Nathalie Pinkerton Earns NSF CAREER Award For Developing Nanoparticle Tools To Study Pain Signaling
The $579,000 grant will be used to develop light responsive nanoparticles to study the way pain signals are transmitted in sensory neurons.
The National Science Foundation (NSF) has selected Nathalie Pinkerton, Assistant Professor of Chemical and Biomolecular Engineering, for a CAREER Award, its most prestigious award for young scientists and researchers. The $579,000 award will be used to develop light responsive nanoparticles to study the way pain signals are transmitted in sensory neurons, with an overarching goal of better understanding the mechanisms driving chronic pain.
Pinkerton, who leads the Pinkerton Research Group, develops responsive soft materials for bio-applications ranging from controlled drug delivery to medical imaging. The group uses tools from chemical and materials engineering, nanotechnology, chemistry and biology to create these materials via scalable synthetic processes in order to study how they behave in biological systems.
“Nathalie Pinkerton’s work perfectly embodies the vision of engineering health that drives research here at New York University,” said Juan de Pablo, Anne and Joel Ehrenkranz Executive Vice President for Global Science and Technology at New York University and Executive Dean of NYU Tandon. “This award is an important recognition of her cutting edge discoveries at the intersection of chemical and biomolecular engineering, materials science and medicine.”
Chronic pain affects millions of Americans and remains notoriously difficult to treat without medication like opioids, which have long term personal and societal effects. While scientists have long studied pain receptors on the surface of sensory nerve cells, new evidence suggests these receptors may continue sending pain signals even after they are pulled inside the cell, a hidden process that current tools cannot directly observe.
“In the last five years, biologists have come to realize that persistent pathological signaling involved in chronic pain manifests from these receptors that have been taken into the cells through endocytosis,” Pinkerton says. “Now we are left with a lack of understanding of how important that intracellular signaling is relative to the surface signaling, and knowing which one is more or less important will help us design better drugs in the future.”
The NSF CAREER-backed project aims to illuminate this mystery using tiny, light-responsive nanoparticles. Designed to enter sensory neurons, these particles remain inactive until exposed to light. When illuminated, they release molecules that can switch off pain-signaling receptors, while simultaneously emitting fluorescence to reveal exactly where inside the cell that disruption occurs. In essence, they act as microscopic light switches that both control and report on pain signaling.
“When designing biological probes where spatial and temporal control are especially important, light is a wonderful trigger,” says Pinkerton. “For the most part, it doesn't damage the cells, and you can focus it precisely so that you only illuminate your area of interest. That makes it very valuable for exploring the basic functions of cells.”
The work will build on Pinkerton’s previous work, particularly her development of Sequential NanoPrecipitation (SNaP), a nano-precipitation technique that offers control over nanoparticle properties as well as scalability. This technique enables scientists to manufacture polymeric particles, including drug-carrying particles, that maintain their structural and chemical integrity from lab settings to mass production — an essential step toward bringing them to market. Pinkerton will use the SNaP system to help build the nanoparticle probes for this project.
By establishing design rules for these self-reporting, light-activated probes, the research could open a new window into the biology of chronic pain. Beyond pain research, the technology may become a broadly useful tool in cell biology. The work could help identify new targets for safer, non-opioid therapies while training the next generation of scientists in cutting-edge biotechnology.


# What this task involves
Exactly as written, set down each line of the data below except its pictures.

# Material for the task
□ □ □ □ □
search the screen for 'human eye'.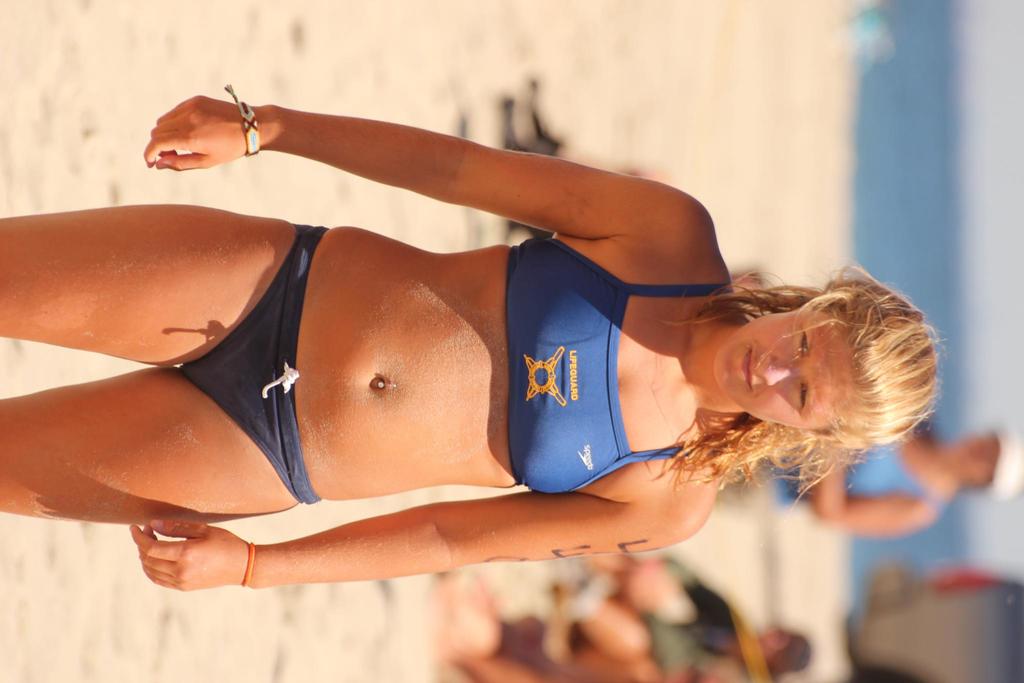
Found at bbox=[792, 331, 812, 366].
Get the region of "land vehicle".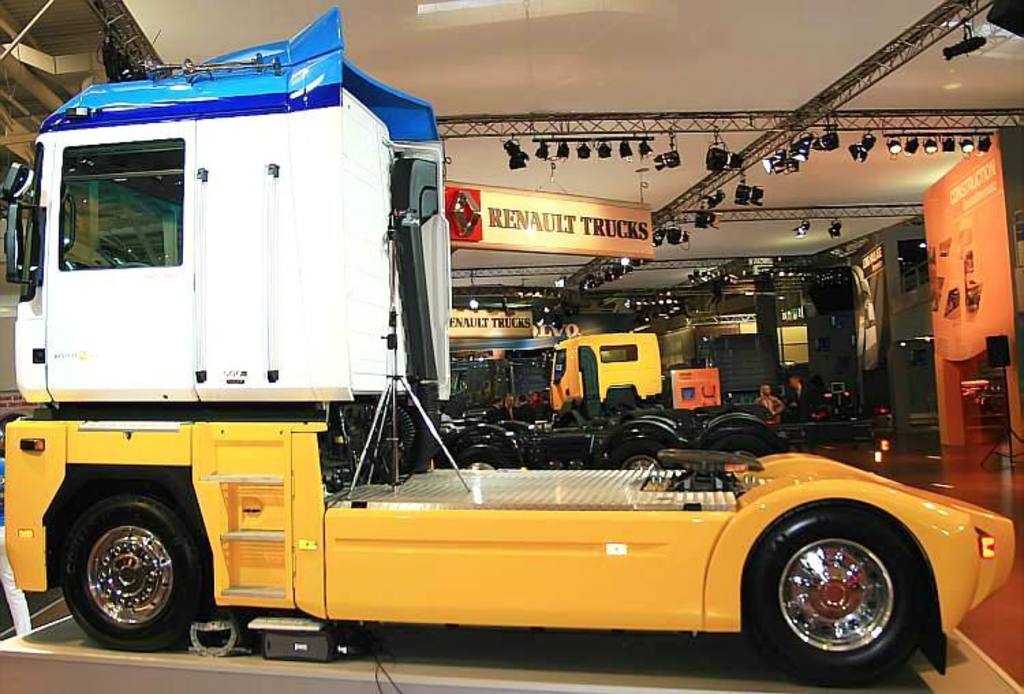
x1=61 y1=413 x2=998 y2=672.
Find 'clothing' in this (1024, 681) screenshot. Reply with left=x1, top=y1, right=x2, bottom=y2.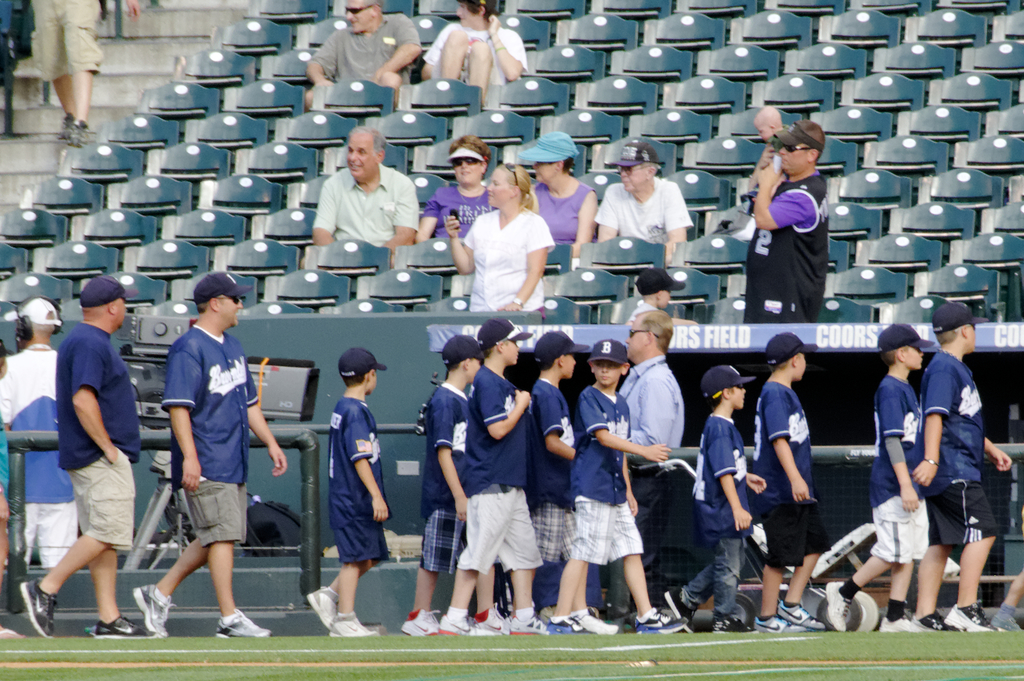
□ □ □ □ □
# Response area
search the screen for 'human eye'.
Found at bbox=[792, 331, 812, 366].
Get the region of "land vehicle".
x1=61 y1=413 x2=998 y2=672.
Find 'clothing' in this (1024, 681) screenshot. Reply with left=x1, top=y1, right=x2, bottom=y2.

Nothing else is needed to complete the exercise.